Out the door he went. He still hadn't had a letter from Pedro since the shooting started. There was a worry much more immediate than any over language. He also hadn't had a telegram from the War Department in Richmond. That made him think everything was all right, and that his youngest son was just too busy to write. He hoped so, anyway.

Baroyeca lay in a valley between two ridge lines of the Sierra Madre Occidental. The westering sun shone brightly on them, burnishing their peaks and gilding them. From lifelong familiarity, Rodriguez hardly noticed the mountains' stern beauty. The wonders of our own neighborhoods are seldom obvious to us. What he did notice were the men coming out of the reopened silver mine, the railroad that had closed in the business collapse but was running again, and the poles that carried electricity not only to Baroyeca but also to outlying farms like his. Those, to him, were the real marvels.

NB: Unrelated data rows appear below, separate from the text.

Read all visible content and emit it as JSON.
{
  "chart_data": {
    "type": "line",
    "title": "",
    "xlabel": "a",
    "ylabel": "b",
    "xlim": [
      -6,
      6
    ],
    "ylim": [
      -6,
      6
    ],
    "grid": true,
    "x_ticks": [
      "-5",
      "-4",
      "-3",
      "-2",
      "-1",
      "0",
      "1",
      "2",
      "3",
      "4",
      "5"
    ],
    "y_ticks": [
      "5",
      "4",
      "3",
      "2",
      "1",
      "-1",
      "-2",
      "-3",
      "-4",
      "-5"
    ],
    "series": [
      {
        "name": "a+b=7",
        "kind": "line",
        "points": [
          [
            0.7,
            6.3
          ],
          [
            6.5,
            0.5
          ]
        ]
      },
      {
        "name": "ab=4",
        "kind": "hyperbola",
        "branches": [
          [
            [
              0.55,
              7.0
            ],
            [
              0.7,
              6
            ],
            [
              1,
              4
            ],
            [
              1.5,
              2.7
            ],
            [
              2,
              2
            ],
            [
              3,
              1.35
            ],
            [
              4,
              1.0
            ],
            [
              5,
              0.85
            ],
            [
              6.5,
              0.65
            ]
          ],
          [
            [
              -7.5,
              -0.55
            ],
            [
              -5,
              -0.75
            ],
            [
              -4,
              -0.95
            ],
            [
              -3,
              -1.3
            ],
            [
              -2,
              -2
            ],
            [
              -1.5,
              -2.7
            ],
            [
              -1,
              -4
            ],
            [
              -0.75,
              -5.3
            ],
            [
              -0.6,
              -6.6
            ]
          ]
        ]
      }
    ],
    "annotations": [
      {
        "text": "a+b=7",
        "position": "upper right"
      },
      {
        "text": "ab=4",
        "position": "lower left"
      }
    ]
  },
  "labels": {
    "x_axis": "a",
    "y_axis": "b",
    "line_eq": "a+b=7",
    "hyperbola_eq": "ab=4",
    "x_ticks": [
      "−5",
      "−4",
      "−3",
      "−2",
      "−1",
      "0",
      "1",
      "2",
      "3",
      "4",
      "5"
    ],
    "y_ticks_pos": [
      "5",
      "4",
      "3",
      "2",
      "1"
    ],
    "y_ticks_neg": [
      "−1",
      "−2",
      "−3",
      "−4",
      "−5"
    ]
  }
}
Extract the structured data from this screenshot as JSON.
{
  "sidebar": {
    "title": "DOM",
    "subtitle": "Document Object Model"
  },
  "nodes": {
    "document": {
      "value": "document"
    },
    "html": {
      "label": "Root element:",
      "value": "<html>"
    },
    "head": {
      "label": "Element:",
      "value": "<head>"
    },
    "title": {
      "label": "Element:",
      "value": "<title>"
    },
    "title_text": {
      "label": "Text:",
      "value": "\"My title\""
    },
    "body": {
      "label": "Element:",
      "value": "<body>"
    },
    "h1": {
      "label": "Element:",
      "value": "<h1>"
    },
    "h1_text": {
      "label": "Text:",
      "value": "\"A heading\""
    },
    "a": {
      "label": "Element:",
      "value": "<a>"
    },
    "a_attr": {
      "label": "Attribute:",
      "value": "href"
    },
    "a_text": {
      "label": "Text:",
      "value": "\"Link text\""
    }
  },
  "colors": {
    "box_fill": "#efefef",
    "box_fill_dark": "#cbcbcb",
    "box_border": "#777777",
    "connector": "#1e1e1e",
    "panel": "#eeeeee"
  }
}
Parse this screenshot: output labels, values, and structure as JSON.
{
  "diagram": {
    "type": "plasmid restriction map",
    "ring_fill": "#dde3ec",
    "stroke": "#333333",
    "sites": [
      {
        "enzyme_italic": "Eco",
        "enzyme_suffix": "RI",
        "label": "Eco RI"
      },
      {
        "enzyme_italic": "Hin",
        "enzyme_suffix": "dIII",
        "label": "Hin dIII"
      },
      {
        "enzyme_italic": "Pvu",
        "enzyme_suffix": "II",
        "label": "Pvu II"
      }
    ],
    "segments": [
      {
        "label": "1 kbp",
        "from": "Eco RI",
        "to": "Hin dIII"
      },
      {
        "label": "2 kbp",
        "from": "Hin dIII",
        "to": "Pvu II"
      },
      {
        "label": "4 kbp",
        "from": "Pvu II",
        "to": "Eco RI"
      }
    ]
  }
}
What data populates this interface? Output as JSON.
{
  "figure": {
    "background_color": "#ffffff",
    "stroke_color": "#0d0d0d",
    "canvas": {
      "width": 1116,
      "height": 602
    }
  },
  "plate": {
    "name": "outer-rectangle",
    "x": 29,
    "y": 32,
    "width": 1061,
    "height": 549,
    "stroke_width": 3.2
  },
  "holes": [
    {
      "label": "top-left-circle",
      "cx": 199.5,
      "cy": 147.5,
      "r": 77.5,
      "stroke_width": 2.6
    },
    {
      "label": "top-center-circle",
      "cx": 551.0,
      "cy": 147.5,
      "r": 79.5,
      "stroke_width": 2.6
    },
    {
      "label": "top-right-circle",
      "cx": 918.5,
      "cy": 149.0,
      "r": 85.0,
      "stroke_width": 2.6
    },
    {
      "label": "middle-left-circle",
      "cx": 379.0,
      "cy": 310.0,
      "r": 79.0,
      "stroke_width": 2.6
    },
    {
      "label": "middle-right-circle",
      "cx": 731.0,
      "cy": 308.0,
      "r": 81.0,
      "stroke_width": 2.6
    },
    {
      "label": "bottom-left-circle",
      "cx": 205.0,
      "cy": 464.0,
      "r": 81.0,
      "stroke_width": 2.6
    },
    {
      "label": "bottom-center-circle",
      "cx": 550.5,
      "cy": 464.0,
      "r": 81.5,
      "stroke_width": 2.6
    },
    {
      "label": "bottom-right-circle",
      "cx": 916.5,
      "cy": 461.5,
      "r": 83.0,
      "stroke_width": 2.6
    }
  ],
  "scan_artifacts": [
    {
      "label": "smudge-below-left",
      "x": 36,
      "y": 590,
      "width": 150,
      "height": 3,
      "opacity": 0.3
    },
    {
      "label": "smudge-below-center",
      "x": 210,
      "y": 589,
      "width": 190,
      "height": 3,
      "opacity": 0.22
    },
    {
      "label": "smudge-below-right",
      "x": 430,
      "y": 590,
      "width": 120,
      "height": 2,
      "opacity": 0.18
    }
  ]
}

He lived about three miles outside of town. The power poles ran alongside the dirt road. Hawks sat on the wires, looking for rabbits or mice or ground squirrels. He had never understood why they didn't get electrocuted, but they didn't. Some of them let him walk by. Others flew away when he got too close.

The country was dry-not disastrously dry, not with water coming down out of the mountains, but dry enough. Somewhere off in a field, a mule brayed. In the richer parts of the Confederate States, tractors did most of the field work that horses and mules had done since time out of mind. Around Baroyeca, a man with a good mule counted for wealthy. Hipolito had one.

The town could have been matched by scores of others in Sonora and Chihuahua. The alcalde's house and the church stood across the square from each other; both were built of adobe, with red tile roofs. Baroyeca had one street of business. The most important of those, as far as Rodriguez was concerned, were Diaz's general store and La Culebra Verde, the local cantina. Down near the end of the street stood Freedom Party headquarters.

It had both freedom! and?libertad! painted on the big window out front. The Freedom Party had always been scrupulous about using both English and Spanish in Sonora and Chihuahua. That was one reason it had prospered. The Whigs used to look down their snooty noses at the citizens they'd acquired in the states they bought from the Empire of Mexico. Even the Radical Liberals had dealt with the rich men, the patrones, and expected them to deliver votes from their clients. Not the Freedom Party. From the start, it had appealed to the people.

Rodriguez went in. Robert Quinn, the Party representative in Baroyeca, nodded politely. "Hola, Senor Rodriguez," he said in English-accented Spanish. "?Como esta Usted?"

"Estoy bien, gracias," Rodriguez answered. "And how are you, Senor Quinn?"

"I am also well, thanks," Quinn said, still in Spanish. Not only had he learned the language, he treated people who spoke it like anyone else. The Freedom Party didn't care if you were of Mexican blood. It didn't care if you were a Jew. As long as you weren't black, you fit right in.

Carlos Ruiz waved to Rodriguez. He patted the folding chair next to him. Rodriguez sat down by his friend. Ruiz was a veteran, too. He'd fought up in Kentucky and Tennessee, where things had been even grimmer than in west Texas. He too had a son in the Army now.

Quinn waited another fifteen minutes. Then he said, "Let's get started. For those of you without wireless sets, the war news is good. We are driving on Columbus, Ohio. The town will fall soon, unless something very surprising happens. In the East, our airplanes have bombed Washington and Baltimore and Philadelphia and New York. We have also bombed the oil fields in Sequoyah, so los Estados Unidos will not get any use from the state they stole from us. We are going to beat those people."

A pleased murmur ran through the Freedom Party men. A lot of them had fought in the Great War. Hearing about things happening on U.S. soil instead of a massive U.S. invasion of the Confederate States felt good.

"You will also have heard that the Empire of Mexico has declared war on the United States," Quinn said. Another murmur ran through the room. This one was half pleased, half scornful. Sonorans and Chihuahuans, these days, looked at Mexicans the way a lot of white Confederates looked at them: as lazy good-for-nothings living in the land of perpetual manana. That might not have been fair, but it was real.